Credit Union vs. Dealer Financing: The Real Numbers Side by Side
The finance office at a dealership is a profit center. Understanding how dealer financing actually works — and why credit union rates are almost always lower — can save you thousands of dollars on your next vehicle purchase.
Most car buyers focus almost entirely on the purchase price and monthly payment. The financing — where the loan comes from and at what rate — often gets decided in 10 minutes in a back office after hours of negotiation on everything else. That's exactly when dealers count on you being tired, excited, and not paying close attention.
How Dealer Financing Actually Works
When a dealership arranges financing for you, they're acting as a broker between you and a third-party lender — often a bank or captive finance company (like Ford Motor Credit or Toyota Financial Services). Here's the part most buyers don't know:
The lender quotes the dealer a buy rate — the actual rate your credit profile qualifies for. The dealer then marks that rate up — sometimes by 1–3 percentage points — and keeps the difference as profit. This markup is called the "dealer reserve." It's completely legal, and the dealer has no obligation to tell you what the buy rate was.
You qualify for a 5.5% rate. The dealer shows you 7.5%. On a $30,000 loan over 60 months, that 2-point difference costs you $1,845 in extra interest. The dealer pockets most of that as fee income from the lender. You'd never know it happened.
How Credit Union Rates Compare
Credit unions are not-for-profit financial institutions owned by their members. They don't have shareholders to pay dividends to, and they don't earn dealer reserve. Their auto loan rates reflect the actual cost of lending to you — not the maximum rate they can get away with charging.
Historically, credit union auto loan rates have run 1–2 percentage points below the average bank rate and meaningfully below what most buyers end up with through dealer financing. The difference compounds over a loan term:
| Loan: $28,000 / 60 months | Rate | Monthly Payment | Total Interest |
|---|---|---|---|
| TVACU / Credit Union | 5.75% | $537 | $4,220 |
| Average Bank Rate | 7.25% | $557 | $5,420 |
| Dealer Financing (marked up) | 8.75% | $578 | $6,680 |
Example rates for illustration. Actual rates vary based on credit score, vehicle age, and market conditions. See tvacu.com for current TVACU rates.
The Pre-Approval Strategy
The most powerful move in any car negotiation is arriving at the dealership with a pre-approval letter from your credit union. Here's why it works:
- You know your rate before you walk in. You can't be manipulated into thinking a higher rate is normal or the best available.
- The dealer knows you have a real alternative. If they want your financing business, they have to beat or match your credit union rate.
- You can separate the transaction. Negotiate the vehicle price first, completely separate from financing. Once price is agreed, then discuss financing. Dealers often use monthly payment math to obscure true total cost — a pre-approval removes that tool.
- You can still use dealer financing if it's better. If the manufacturer offers 1.9% on a new vehicle and your credit union rate is 5.75%, take the manufacturer rate. Pre-approval doesn't obligate you — it gives you leverage.
Contact TVACU before you start shopping. Provide basic income and employment information, and they'll give you a pre-approval with a rate and maximum loan amount. The process typically takes one business day. Walk into the dealership knowing exactly what your financing costs — and knowing you have a better option ready if the dealer can't compete.
When Dealer Financing Is Worth Considering
Dealer financing beats credit union rates in one specific scenario: manufacturer-subsidized low-rate promotions. When a manufacturer offers 0.9%, 1.9%, or 2.9% financing to move inventory, those rates are genuinely below what any credit union can offer. In that case, take the manufacturer financing — but negotiate the vehicle price as if you're paying cash, then reveal the financing choice afterward.
Outside of those promotional rates, credit union financing is almost always the better deal for buyers with good credit.
TVACU offers competitive rates on new and used vehicles. Check current rates at tvacu.com or call a loan officer before your next vehicle purchase. Getting pre-approved takes less than a day and could save you thousands.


TASK BRIEF | An exact, complete copy of the entries is needed, with the pictures left out.

RECORDS FOR THE EXERCISE Start Marker

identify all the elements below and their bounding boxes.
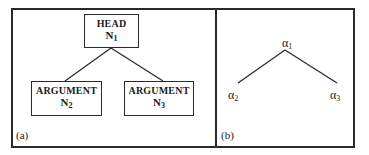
edge-a1-a3 (285, 50, 337, 83)
argument-title: ARGUMENT (32, 85, 101, 96)
tree-edges (0, 0, 369, 155)
argument-node-2: ARGUMENT N2 (31, 81, 102, 116)
argument-node-3: ARGUMENT N3 (124, 81, 194, 116)
head-node: HEAD N1 (84, 14, 139, 48)
edge-a1-a2 (238, 50, 285, 83)
edge-head-arg3 (111, 48, 163, 81)
argument-symbol: N2 (32, 96, 101, 112)
argument-title: ARGUMENT (125, 85, 193, 96)
alpha-1-node: α1 (282, 36, 292, 51)
head-symbol: N1 (85, 29, 138, 45)
head-title: HEAD (85, 18, 138, 29)
panel-a-label: (a) (16, 129, 28, 141)
panel-b-label: (b) (221, 129, 234, 141)
alpha-3-node: α3 (330, 88, 340, 103)
alpha-2-node: α2 (228, 88, 238, 103)
argument-symbol: N3 (125, 96, 193, 112)
edge-head-arg2 (65, 48, 111, 81)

RECORDS FOR THE EXERCISE End Marker

TASK RESPONSE |
identify all the elements below and their bounding boxes.
edge-a1-a3 (285, 50, 337, 83)
argument-title: ARGUMENT (32, 85, 101, 96)
tree-edges (0, 0, 369, 155)
argument-node-2: ARGUMENT N2 (31, 81, 102, 116)
argument-node-3: ARGUMENT N3 (124, 81, 194, 116)
head-node: HEAD N1 (84, 14, 139, 48)
edge-a1-a2 (238, 50, 285, 83)
edge-head-arg3 (111, 48, 163, 81)
argument-symbol: N2 (32, 96, 101, 112)
argument-title: ARGUMENT (125, 85, 193, 96)
alpha-1-node: α1 (282, 36, 292, 51)
head-symbol: N1 (85, 29, 138, 45)
head-title: HEAD (85, 18, 138, 29)
panel-a-label: (a) (16, 129, 28, 141)
panel-b-label: (b) (221, 129, 234, 141)
alpha-3-node: α3 (330, 88, 340, 103)
alpha-2-node: α2 (228, 88, 238, 103)
argument-symbol: N3 (125, 96, 193, 112)
edge-head-arg2 (65, 48, 111, 81)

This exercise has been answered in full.